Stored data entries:
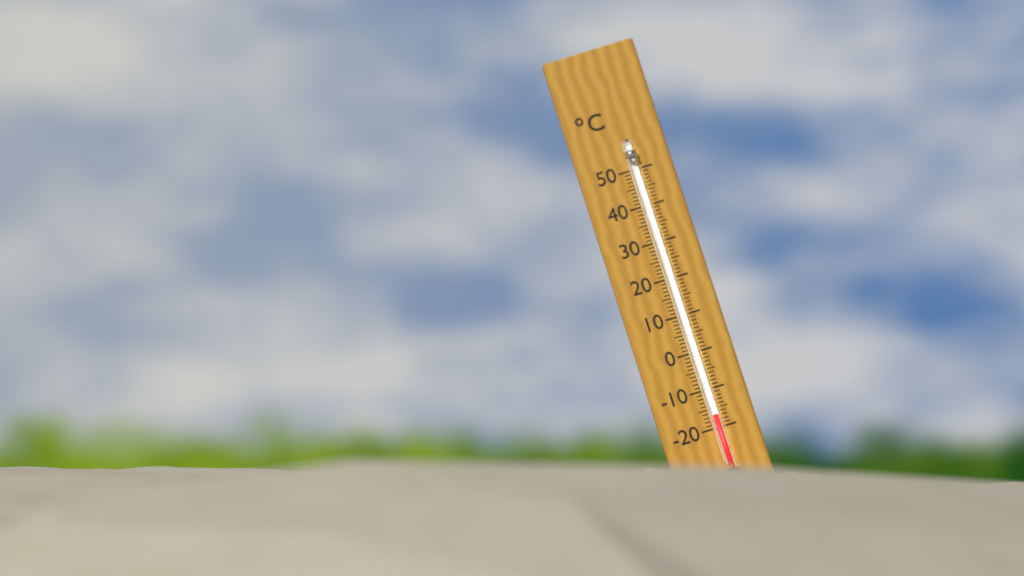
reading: -17 °C
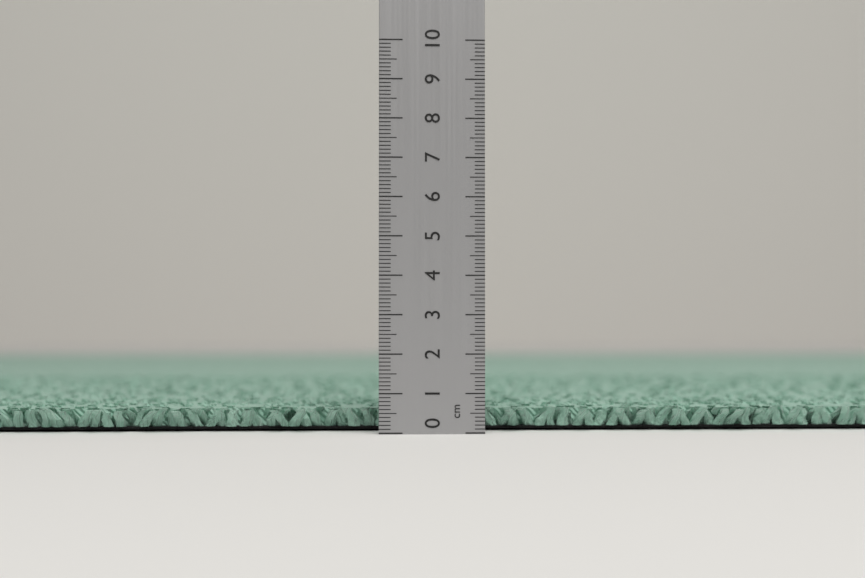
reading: 0.6 cm
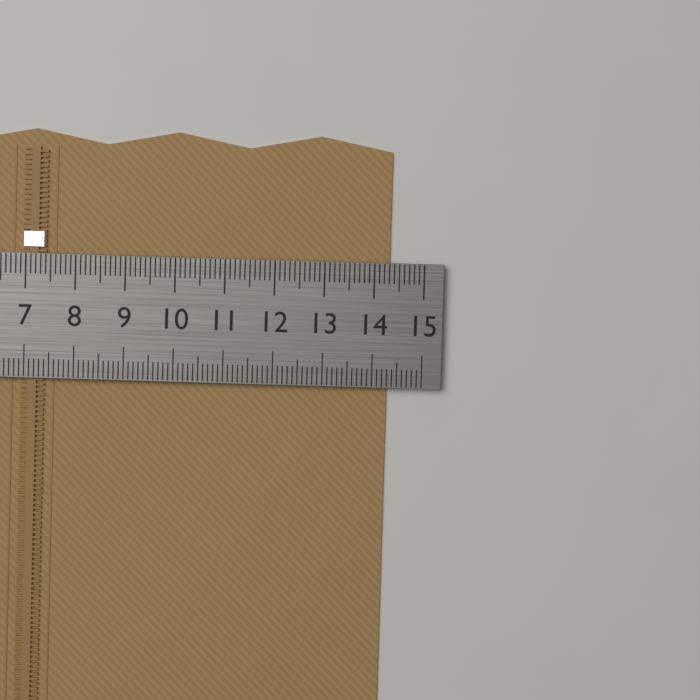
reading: 14.3 cm
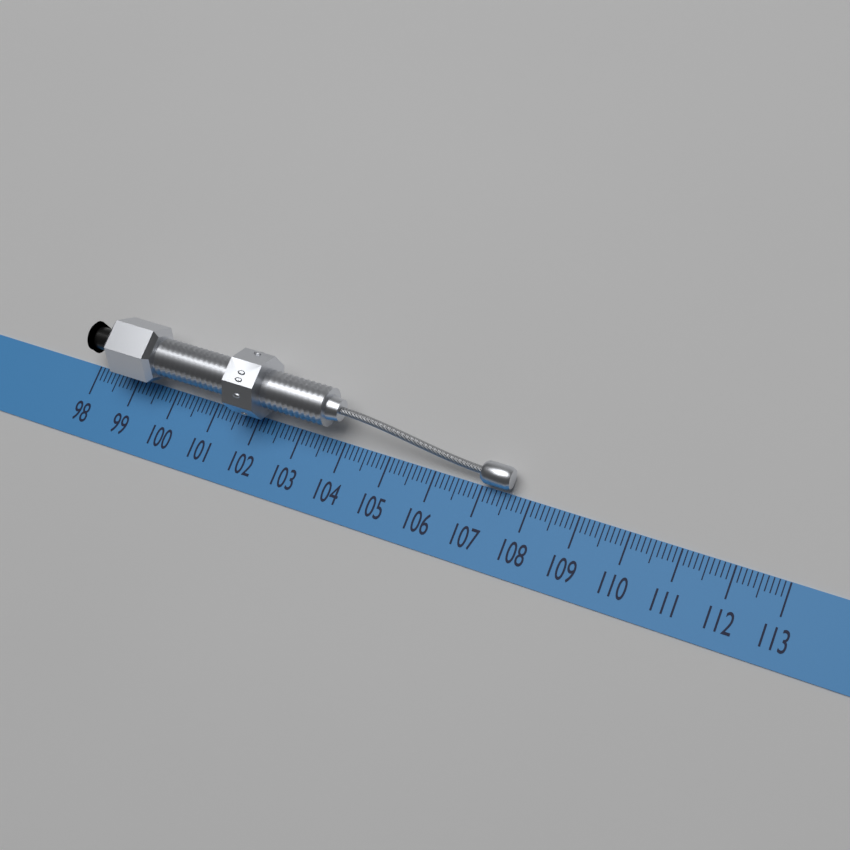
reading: 107.6 (no unit)
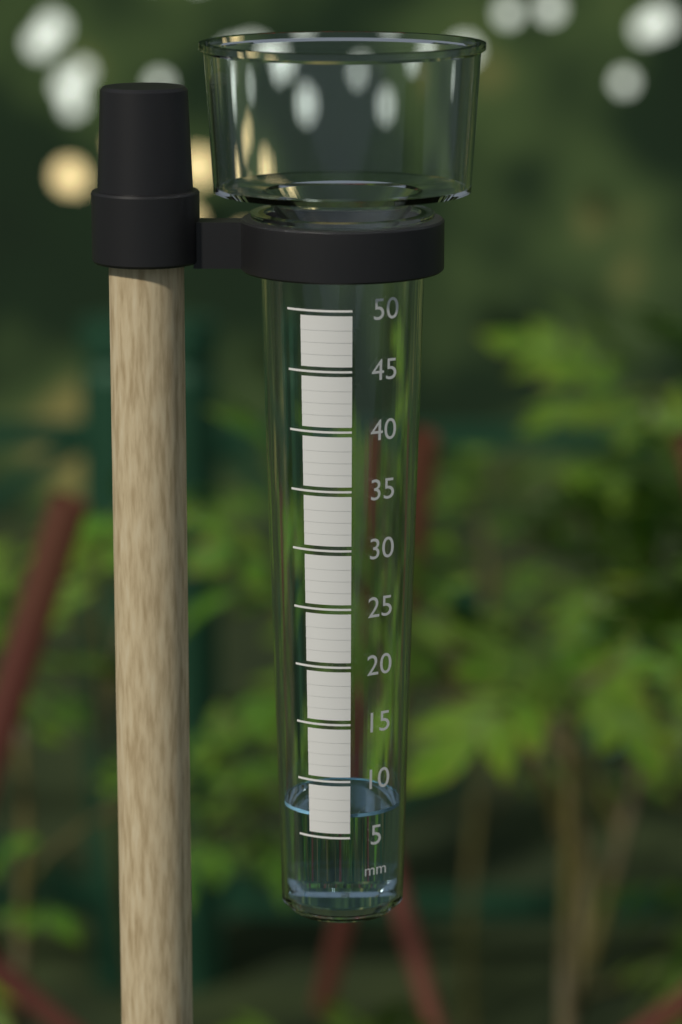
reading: 7 mm
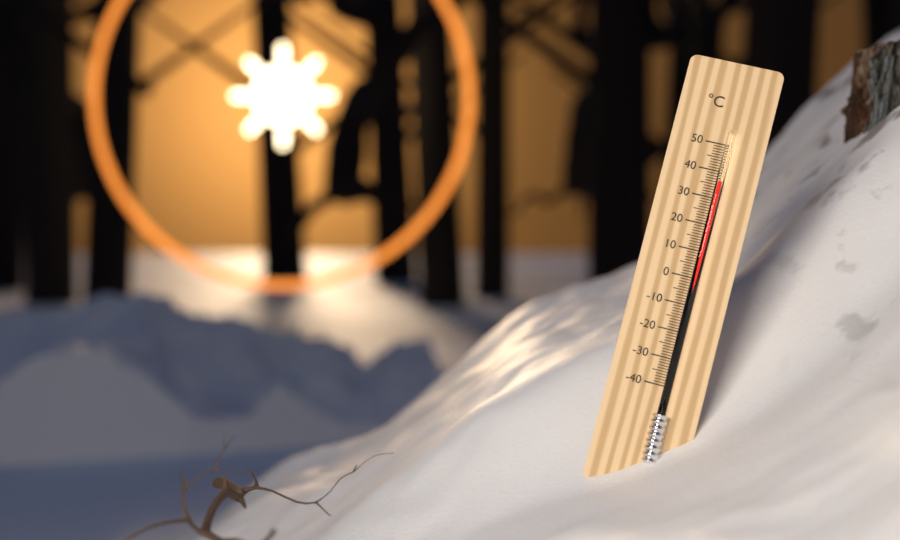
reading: 36 °C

Work request: Word-for-word output of every record is needed, with images omitted.

Result of this exercise:
reading: -17 °C
reading: 0.6 cm
reading: 14.3 cm
reading: 107.6 (no unit)
reading: 7 mm
reading: 36 °C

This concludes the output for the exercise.